Kinnie Starr has spent much of her career discussing her identity as an Aboriginal musician. Working on her 5th album, she'd like to talk about the music for once.
If there’s one thing musician Kinnie Starr is sick of, it’s labels.
“I’ve been called an Aboriginal MC, a singer/songstress, a ‘bisexual poet,’” she says. “If I was stupid enough to believe what people wrote about me, I’d be really confused.”
It’s not surprising that people have had trouble classifying the MC/singer/producer. Though she’s released several albums of pop-tinged hip hop, Starr is far from a conventional MC.
The problem of categorization has been one that has plagued her professional career.
“I think my music can be hard to categorize,” she says. “I’m primarily an MC but my music isn’t straight up hip hop, either. I don’t understand why people think it’s so left of centre, but you know, who knows? With stuff like that, it’s underground music judged by overground committees.”
The mix of influence has perhaps kept her out of the mainstream in some ways, but she’s not bothered. A strong presence in the underground music scene for a decade, Starr isn’t looking for the big time.
“I’m happy where I am,” she says. “I earn a living off making art but I don’t have to deal with fame.”
While Starr’s heart does lie primarily in MCing, her music spans genre quite masterfully, combining pop beats and electronica with hip hop, singing as well as rapping on many of the tracks.
Not content to be the front for someone else’s words, Starr writes, produces, mixes, and performs all of her material. She attributes the diversity of her sound in part to her disregard for conventions.
“I throw manuals out,” she says. “It’s a strength and a weakness. The music I produce is often quite unconventional, because I sort of feel along. But when something goes wrong, I can’t fix it.” At the time of this interview, her forthcoming album was stuck in her mixer.
Starr will expand her musical horizons further with that unreachable album. She released her fourth album Anything on Maple Music Recordings in 2006, but even before that album was released she was working hard on the new album, a collection of indie folk rock songs — a departure from her traditionally urban sound.
“I think it might be nice to just be a white rocker chick for a while.”
That’s where the problem of labeling begins again. Starr, of European and Mohawk descent, has spent as much time talking to the press about her race as she has talking about her music. She says the connection has sometimes been important.
“It’s important to be visible as a Native, to stand up and be proud of it,” she says. “My dad wasn’t. When he was young, if you could pass as Italian or something, you did. So for young Natives to see someone getting somewhere as a Native — that’s good.”
At the same time, she’s surprised by how much press is devoted to the fact that she’s half Mohawk, and how being part Mohawk has affected her writing.
“On my new record, there’s maybe 4 lines about being Aboriginal,” she says. “Who I am as a person definitely affects what I do…race is important, but it’s not the only thing. I write about my life, and race is only a part of that.”
When asked about how her European heritage has affected her writing, she laughs. “Thank you. No one has ever asked me that before.”
Starr is far more interested in talking about the music itself as opposed to which part of her genetic make-up helped to create it.
“When the music’s good, people don’t care what your gender is or what colour you are. It’s about the songs.”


■ What is required:
The answer should contain all of the data, retyped without any alteration.

■ The data:
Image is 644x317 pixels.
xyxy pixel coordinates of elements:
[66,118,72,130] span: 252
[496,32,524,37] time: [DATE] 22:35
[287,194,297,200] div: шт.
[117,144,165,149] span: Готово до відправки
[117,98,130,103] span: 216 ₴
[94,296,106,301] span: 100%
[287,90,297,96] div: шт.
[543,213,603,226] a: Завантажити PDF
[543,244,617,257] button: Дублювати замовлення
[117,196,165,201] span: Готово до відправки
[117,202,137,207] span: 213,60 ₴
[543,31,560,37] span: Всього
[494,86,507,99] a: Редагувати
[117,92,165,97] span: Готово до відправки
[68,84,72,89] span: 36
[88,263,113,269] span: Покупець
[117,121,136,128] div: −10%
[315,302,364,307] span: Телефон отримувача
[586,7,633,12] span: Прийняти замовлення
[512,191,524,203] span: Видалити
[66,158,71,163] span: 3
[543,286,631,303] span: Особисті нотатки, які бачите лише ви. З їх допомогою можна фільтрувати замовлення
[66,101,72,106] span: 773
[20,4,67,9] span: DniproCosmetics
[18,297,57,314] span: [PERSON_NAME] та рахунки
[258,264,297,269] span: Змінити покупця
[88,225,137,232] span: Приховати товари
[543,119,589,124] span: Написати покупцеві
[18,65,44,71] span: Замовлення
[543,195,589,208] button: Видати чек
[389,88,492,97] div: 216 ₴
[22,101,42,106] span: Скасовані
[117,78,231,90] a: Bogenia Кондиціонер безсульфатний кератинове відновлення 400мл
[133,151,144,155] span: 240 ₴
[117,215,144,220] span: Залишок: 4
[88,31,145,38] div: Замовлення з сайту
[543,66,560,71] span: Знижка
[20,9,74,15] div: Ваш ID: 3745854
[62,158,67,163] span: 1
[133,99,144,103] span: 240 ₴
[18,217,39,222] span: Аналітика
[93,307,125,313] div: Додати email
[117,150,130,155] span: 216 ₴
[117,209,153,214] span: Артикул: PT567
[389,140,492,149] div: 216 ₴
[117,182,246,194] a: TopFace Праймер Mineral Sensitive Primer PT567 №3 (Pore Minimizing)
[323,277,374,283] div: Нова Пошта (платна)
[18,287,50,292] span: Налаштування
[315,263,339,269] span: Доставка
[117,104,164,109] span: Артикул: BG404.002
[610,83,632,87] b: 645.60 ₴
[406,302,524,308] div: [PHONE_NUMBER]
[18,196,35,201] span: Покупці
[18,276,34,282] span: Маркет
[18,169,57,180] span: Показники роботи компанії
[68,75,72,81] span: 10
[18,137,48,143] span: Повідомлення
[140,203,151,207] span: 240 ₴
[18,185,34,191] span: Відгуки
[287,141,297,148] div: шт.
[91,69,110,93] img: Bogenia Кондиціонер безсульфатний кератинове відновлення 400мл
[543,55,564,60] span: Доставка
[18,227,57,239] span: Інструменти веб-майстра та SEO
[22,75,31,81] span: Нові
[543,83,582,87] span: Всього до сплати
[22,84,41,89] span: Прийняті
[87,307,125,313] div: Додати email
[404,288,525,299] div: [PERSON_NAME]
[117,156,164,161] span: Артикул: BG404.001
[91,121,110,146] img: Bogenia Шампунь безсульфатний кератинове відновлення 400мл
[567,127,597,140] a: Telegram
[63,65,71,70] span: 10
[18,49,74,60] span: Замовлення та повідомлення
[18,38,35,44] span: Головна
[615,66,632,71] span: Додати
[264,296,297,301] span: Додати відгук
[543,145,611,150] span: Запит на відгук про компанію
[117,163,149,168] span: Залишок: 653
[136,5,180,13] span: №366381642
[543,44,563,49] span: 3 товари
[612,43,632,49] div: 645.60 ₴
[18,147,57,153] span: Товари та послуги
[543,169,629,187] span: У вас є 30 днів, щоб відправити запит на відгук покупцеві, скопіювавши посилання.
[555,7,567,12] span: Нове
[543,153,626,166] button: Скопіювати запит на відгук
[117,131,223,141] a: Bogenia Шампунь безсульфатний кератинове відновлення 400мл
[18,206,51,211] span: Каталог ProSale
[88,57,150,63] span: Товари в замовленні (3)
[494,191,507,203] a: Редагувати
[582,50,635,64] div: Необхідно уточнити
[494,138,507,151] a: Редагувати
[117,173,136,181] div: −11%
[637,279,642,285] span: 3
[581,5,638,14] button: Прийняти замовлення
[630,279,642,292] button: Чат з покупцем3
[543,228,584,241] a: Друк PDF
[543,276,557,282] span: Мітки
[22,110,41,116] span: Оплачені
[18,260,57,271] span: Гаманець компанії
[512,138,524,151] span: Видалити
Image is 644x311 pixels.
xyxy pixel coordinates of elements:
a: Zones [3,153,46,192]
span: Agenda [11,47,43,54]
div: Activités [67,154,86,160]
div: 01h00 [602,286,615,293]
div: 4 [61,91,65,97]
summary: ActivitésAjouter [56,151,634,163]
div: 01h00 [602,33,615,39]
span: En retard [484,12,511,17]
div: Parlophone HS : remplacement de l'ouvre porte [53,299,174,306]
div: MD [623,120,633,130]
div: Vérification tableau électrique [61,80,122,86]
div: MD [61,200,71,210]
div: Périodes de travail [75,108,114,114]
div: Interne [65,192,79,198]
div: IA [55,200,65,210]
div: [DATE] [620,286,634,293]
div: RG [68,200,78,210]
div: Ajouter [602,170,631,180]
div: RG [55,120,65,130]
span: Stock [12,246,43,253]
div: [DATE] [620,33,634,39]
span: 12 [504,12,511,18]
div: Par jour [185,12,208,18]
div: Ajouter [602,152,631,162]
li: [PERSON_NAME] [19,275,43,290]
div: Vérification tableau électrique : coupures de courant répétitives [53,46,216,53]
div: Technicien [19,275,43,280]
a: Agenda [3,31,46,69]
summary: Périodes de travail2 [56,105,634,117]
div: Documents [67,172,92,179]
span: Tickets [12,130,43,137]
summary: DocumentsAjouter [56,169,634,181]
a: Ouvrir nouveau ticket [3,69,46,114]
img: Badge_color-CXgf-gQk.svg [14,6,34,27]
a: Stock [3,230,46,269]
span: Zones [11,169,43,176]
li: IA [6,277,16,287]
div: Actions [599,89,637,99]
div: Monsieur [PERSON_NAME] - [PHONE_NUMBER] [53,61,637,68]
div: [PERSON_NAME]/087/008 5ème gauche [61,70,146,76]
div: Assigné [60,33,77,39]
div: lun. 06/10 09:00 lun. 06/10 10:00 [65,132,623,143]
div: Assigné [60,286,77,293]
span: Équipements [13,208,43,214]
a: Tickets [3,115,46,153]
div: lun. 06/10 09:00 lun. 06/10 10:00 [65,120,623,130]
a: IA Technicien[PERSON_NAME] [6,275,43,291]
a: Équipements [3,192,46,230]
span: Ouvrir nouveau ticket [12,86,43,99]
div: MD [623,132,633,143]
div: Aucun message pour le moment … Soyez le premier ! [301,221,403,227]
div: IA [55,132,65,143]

■ Response area:
Image is 644x317 pixels.
xyxy pixel coordinates of elements:
[66,118,72,130] span: 252
[496,32,524,37] time: [DATE] 22:35
[287,194,297,200] div: шт.
[117,144,165,149] span: Готово до відправки
[117,98,130,103] span: 216 ₴
[94,296,106,301] span: 100%
[287,90,297,96] div: шт.
[543,213,603,226] a: Завантажити PDF
[543,244,617,257] button: Дублювати замовлення
[117,196,165,201] span: Готово до відправки
[117,202,137,207] span: 213,60 ₴
[543,31,560,37] span: Всього
[494,86,507,99] a: Редагувати
[117,92,165,97] span: Готово до відправки
[68,84,72,89] span: 36
[88,263,113,269] span: Покупець
[117,121,136,128] div: −10%
[315,302,364,307] span: Телефон отримувача
[586,7,633,12] span: Прийняти замовлення
[512,191,524,203] span: Видалити
[66,158,71,163] span: 3
[543,286,631,303] span: Особисті нотатки, які бачите лише ви. З їх допомогою можна фільтрувати замовлення
[66,101,72,106] span: 773
[20,4,67,9] span: DniproCosmetics
[18,297,57,314] span: [PERSON_NAME] та рахунки
[258,264,297,269] span: Змінити покупця
[88,225,137,232] span: Приховати товари
[543,119,589,124] span: Написати покупцеві
[18,65,44,71] span: Замовлення
[543,195,589,208] button: Видати чек
[389,88,492,97] div: 216 ₴
[22,101,42,106] span: Скасовані
[117,78,231,90] a: Bogenia Кондиціонер безсульфатний кератинове відновлення 400мл
[133,151,144,155] span: 240 ₴
[117,215,144,220] span: Залишок: 4
[88,31,145,38] div: Замовлення з сайту
[543,66,560,71] span: Знижка
[20,9,74,15] div: Ваш ID: 3745854
[62,158,67,163] span: 1
[133,99,144,103] span: 240 ₴
[18,217,39,222] span: Аналітика
[93,307,125,313] div: Додати email
[117,150,130,155] span: 216 ₴
[117,209,153,214] span: Артикул: PT567
[389,140,492,149] div: 216 ₴
[117,182,246,194] a: TopFace Праймер Mineral Sensitive Primer PT567 №3 (Pore Minimizing)
[323,277,374,283] div: Нова Пошта (платна)
[18,287,50,292] span: Налаштування
[315,263,339,269] span: Доставка
[117,104,164,109] span: Артикул: BG404.002
[610,83,632,87] b: 645.60 ₴
[406,302,524,308] div: [PHONE_NUMBER]
[18,196,35,201] span: Покупці
[18,276,34,282] span: Маркет
[18,169,57,180] span: Показники роботи компанії
[68,75,72,81] span: 10
[18,137,48,143] span: Повідомлення
[140,203,151,207] span: 240 ₴
[18,185,34,191] span: Відгуки
[287,141,297,148] div: шт.
[91,69,110,93] img: Bogenia Кондиціонер безсульфатний кератинове відновлення 400мл
[543,55,564,60] span: Доставка
[18,227,57,239] span: Інструменти веб-майстра та SEO
[22,75,31,81] span: Нові
[543,83,582,87] span: Всього до сплати
[22,84,41,89] span: Прийняті
[87,307,125,313] div: Додати email
[404,288,525,299] div: [PERSON_NAME]
[117,156,164,161] span: Артикул: BG404.001
[91,121,110,146] img: Bogenia Шампунь безсульфатний кератинове відновлення 400мл
[567,127,597,140] a: Telegram
[63,65,71,70] span: 10
[18,49,74,60] span: Замовлення та повідомлення
[18,38,35,44] span: Головна
[615,66,632,71] span: Додати
[264,296,297,301] span: Додати відгук
[543,145,611,150] span: Запит на відгук про компанію
[117,163,149,168] span: Залишок: 653
[136,5,180,13] span: №366381642
[543,44,563,49] span: 3 товари
[612,43,632,49] div: 645.60 ₴
[18,147,57,153] span: Товари та послуги
[543,169,629,187] span: У вас є 30 днів, щоб відправити запит на відгук покупцеві, скопіювавши посилання.
[555,7,567,12] span: Нове
[543,153,626,166] button: Скопіювати запит на відгук
[117,131,223,141] a: Bogenia Шампунь безсульфатний кератинове відновлення 400мл
[18,206,51,211] span: Каталог ProSale
[88,57,150,63] span: Товари в замовленні (3)
[494,191,507,203] a: Редагувати
[582,50,635,64] div: Необхідно уточнити
[494,138,507,151] a: Редагувати
[117,173,136,181] div: −11%
[637,279,642,285] span: 3
[581,5,638,14] button: Прийняти замовлення
[630,279,642,292] button: Чат з покупцем3
[543,228,584,241] a: Друк PDF
[543,276,557,282] span: Мітки
[22,110,41,116] span: Оплачені
[18,260,57,271] span: Гаманець компанії
[512,138,524,151] span: Видалити
Image is 644x311 pixels.
xyxy pixel coordinates of elements:
a: Zones [3,153,46,192]
span: Agenda [11,47,43,54]
div: Activités [67,154,86,160]
div: 01h00 [602,286,615,293]
div: 4 [61,91,65,97]
summary: ActivitésAjouter [56,151,634,163]
div: 01h00 [602,33,615,39]
span: En retard [484,12,511,17]
div: Parlophone HS : remplacement de l'ouvre porte [53,299,174,306]
div: MD [623,120,633,130]
div: Vérification tableau électrique [61,80,122,86]
div: MD [61,200,71,210]
div: Périodes de travail [75,108,114,114]
div: Interne [65,192,79,198]
div: IA [55,200,65,210]
div: [DATE] [620,286,634,293]
div: RG [68,200,78,210]
div: Ajouter [602,170,631,180]
div: RG [55,120,65,130]
span: Stock [12,246,43,253]
div: [DATE] [620,33,634,39]
span: 12 [504,12,511,18]
div: Par jour [185,12,208,18]
div: Ajouter [602,152,631,162]
li: [PERSON_NAME] [19,275,43,290]
div: Vérification tableau électrique : coupures de courant répétitives [53,46,216,53]
div: Technicien [19,275,43,280]
a: Agenda [3,31,46,69]
summary: Périodes de travail2 [56,105,634,117]
div: Documents [67,172,92,179]
span: Tickets [12,130,43,137]
summary: DocumentsAjouter [56,169,634,181]
a: Ouvrir nouveau ticket [3,69,46,114]
img: Badge_color-CXgf-gQk.svg [14,6,34,27]
a: Stock [3,230,46,269]
span: Zones [11,169,43,176]
li: IA [6,277,16,287]
div: Actions [599,89,637,99]
div: Monsieur [PERSON_NAME] - [PHONE_NUMBER] [53,61,637,68]
div: [PERSON_NAME]/087/008 5ème gauche [61,70,146,76]
div: Assigné [60,33,77,39]
div: lun. 06/10 09:00 lun. 06/10 10:00 [65,132,623,143]
div: Assigné [60,286,77,293]
span: Équipements [13,208,43,214]
a: Tickets [3,115,46,153]
div: lun. 06/10 09:00 lun. 06/10 10:00 [65,120,623,130]
a: IA Technicien[PERSON_NAME] [6,275,43,291]
a: Équipements [3,192,46,230]
span: Ouvrir nouveau ticket [12,86,43,99]
div: MD [623,132,633,143]
div: Aucun message pour le moment … Soyez le premier ! [301,221,403,227]
div: IA [55,132,65,143]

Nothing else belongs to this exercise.